The triumphant entry leads directly to the Cross because it is the start of the Passover ritual. Jesus entered Jerusalem many times during his life. He was also pursued by the leading group of Jews in Jerusalem many times in order to kill him. Each time they did, Jesus slipped away from them. But now, this time is different. Jesus comes to Jerusalem as King and as the Lamb, leading himself as the sacrifice in full knowledge of what is to come.
The doorposts of the Hebrews, marked with the blood of the Lamb, became their gateway of freedom. Now, Jesus enters Jerusalem and offers His blood on the Cross which becomes our gateway of Freedom. The Cross stands as a turning point of history, the means by which we arrive at fulness of humanity in the presence of God.
We started Lent looking at the veiled Icon of All Saints and now we come full circle. Jesus is revealed as the crucified and risen savior sitting on his throne, ruling the cosmos, but what is so striking is that his reign is symbolized by the cross, which is held by angels on a cushion above Him. All creation must come to terms with the Cross. As John Henry Newman puts it: “His Cross has put its due value upon every thing which we see, upon all fortunes, all advantages, all ranks, all dignities, all pleasures; upon the lust of the flesh, and the lust of the eyes, and the pride of life. It has set a price upon the excitements, the rivalries, the hopes, the fears, the desires, the efforts, the triumphs of mortal man. It has given a meaning to the various, shifting course, the trials, the temptations, the sufferings, of his earthly state. It has brought together and made consistent all that seemed discordant and aimless. It has taught us how to live, how to use this world, what to expect, what to desire, what to hope. It is the tone into which all the strains of this world’s music are ultimately to be resolved.”
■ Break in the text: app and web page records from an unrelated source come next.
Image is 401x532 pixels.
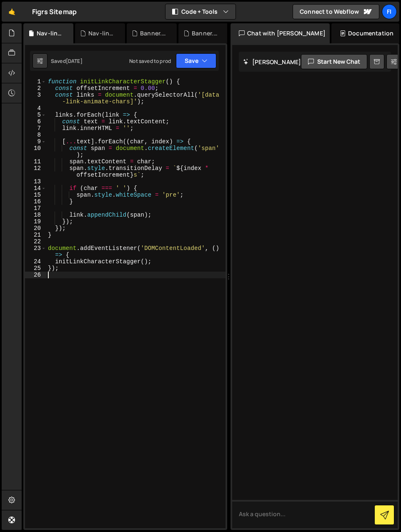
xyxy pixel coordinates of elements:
div: 3 [25,92,47,105]
div: 18 [25,212,47,219]
a: Fi [382,4,397,19]
a: 🤙 [1,1,22,22]
div: Banner.css [140,29,166,37]
div: 17 [25,205,47,212]
div: 6 [25,118,47,125]
div: 13 [25,179,47,185]
div: Saved [51,57,82,65]
div: 11 [25,158,47,165]
div: Chat with [PERSON_NAME] [230,24,330,43]
div: 23 [25,245,47,258]
div: Not saved to prod [129,57,171,65]
div: 15 [25,191,47,199]
div: Nav-links.css [88,29,115,37]
a: Connect to Webflow [293,4,379,19]
div: 21 [25,232,47,238]
div: Figrs Sitemap [32,6,77,16]
div: 5 [25,112,47,118]
div: 10 [25,145,47,158]
div: 7 [25,125,47,132]
div: 1 [25,78,47,85]
div: Banner.js [192,29,219,37]
div: 9 [25,138,47,145]
button: Code + Tools [166,4,235,19]
div: Documentation [331,24,400,43]
div: 14 [25,185,47,191]
div: Nav-links.js [37,29,63,37]
div: 2 [25,85,47,92]
button: Save [176,53,217,68]
div: 24 [25,258,47,265]
div: 22 [25,238,47,245]
div: 25 [25,265,47,272]
div: [DATE] [66,57,82,65]
button: Start new chat [301,54,367,69]
div: 19 [25,219,47,225]
div: 26 [25,272,47,278]
div: 20 [25,225,47,232]
div: 4 [25,105,47,112]
div: 16 [25,199,47,205]
h2: [PERSON_NAME] [243,58,301,66]
div: 8 [25,132,47,138]
div: 12 [25,165,47,179]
Our Lenten journey is now coming to an end at the foot of the Cross. All of our devotion, fasting, and preparation will help us now as we come to Holy Week. If you have failed your Lenten intentions, or never even set aside this time in special intentions, do not despair. Start today and enter Holy Week with care. Let us all pray that this week we may join our Redeemer in His Passover as we ponder the mysteries of his passion and resurrection who forgives our sins, heals our wounds, and binds us together with all the Saints in heavenly joy.